BioWatch Should Be Replaced | US Cybersecurity Has a Metrics Problem | Far-Right Extremists Training in Ukraine, and more

HSBC Refutes Terror-Financing Claim at D.C. Circuit Hearing  (Mike Scarcella, Reiters)
A federal appeals court in Washington, D.C., on Monday weighed whether to uphold the dismissal of a lawsuit that claimed HSBC Holdings Plc indirectly helped finance terror activity that killed two American contractors at a military institution in Afghanistan in 2009. The three-judge panel of the U.S. Court of Appeals for the District of Columbia Circuit at times sounded skeptical about the viability of the claim that HSBC could be held liable for certain financial transactions with Iranian banks that allegedly are connected to terror groups. “There’s a difference between alleging that there are all of these links between these entities and al Qaeda, and we can accept that,” D.C. Circuit Judge Robert Wilkins said at the hearing. “But that’s different than alleging that the defendants here knew or should have known of those particular links.” The plaintiffs’ lawyer, Randy Singer of the Virginia Beach, Virginia-based firm Singer Davis, did not immediately return a message seeking comment. The firm sued Iran and HSBC on behalf of representatives of two people killed in the suicide bombing, former Green Beret Dane Paresi and Jeremy Wise, a former Navy SEAL.

Trump’s Pentagon Chief Quashed Idea to Send 250,000 Troops to the Border  (David E. Sanger, Michael D. Shear, and Eric Schmitt, New York Times)
Top national security aides to former President Trump also talked him out of launching military raids against drug cartels inside Mexico.

Senate FY2022 Approps Bill Targets 30 Percent CISA Funding Bump  (Lamar Johnson, MeriTalk)
The Senate Appropriations Committee released nine appropriations bills for fiscal year (FY) 2022 on October 18 including a Homeland Security funding bill that would give the Cybersecurity and Infrastructure Security Agency (CISA) a 30 percent budget increase over FY2021 levels, to $2.638 billion.
That funding total is $218 million more than appropriated in the House of Representatives FY2022 Homeland Security appropriations bill, $504 million more than requested in President Biden’s budget, and $613 million more than appropriated for FY2021.

This Is How Russia Is Pulling Off a Free-for-All Murderous Rampage  (Philip Obaji Jr., Daily Beast)
Russia has turned the Central African Republic into a place where private mercenaries can run wild—assassinating one critic after another with no fear of accountability.

US Cybersecurity Has a Metrics Problem.
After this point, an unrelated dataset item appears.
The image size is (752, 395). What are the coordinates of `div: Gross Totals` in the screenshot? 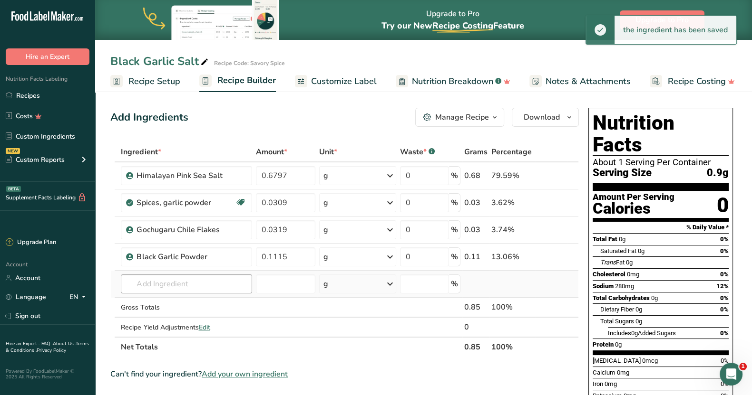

Here’s How to Fix It.  (Natalie Thompson and Tasha Jhangiani, Just Security)
One of the biggest debates surrounding managing cybersecurity risks focuses on what is the best way to measure success. In other words, how do the federal government and private sector determine what works and what doesn’t when it comes to resolving cybersecurity weaknesses? While lawmakers have taken critical steps this year, it’s hard to say whether the nation’s cybersecurity is actually improving.
This speaks to a broader problem in understanding how effective cyber policy is. How do we know, for example, that the money and resources requested for departments and agencies in the wake of the SolarWindsMicrosoft Exchange, or Colonial Pipeline attacks is cost-effective? The United States has a poor understanding of the nation’s baseline cybersecurity, and little way of informing policymaking with evidence or data that demonstrates how proposed reforms would contribute to the nation’s overall level of cybersecurity. A potential Bureau of Cybersecurity Statistics (BCS) would help remedy that gap.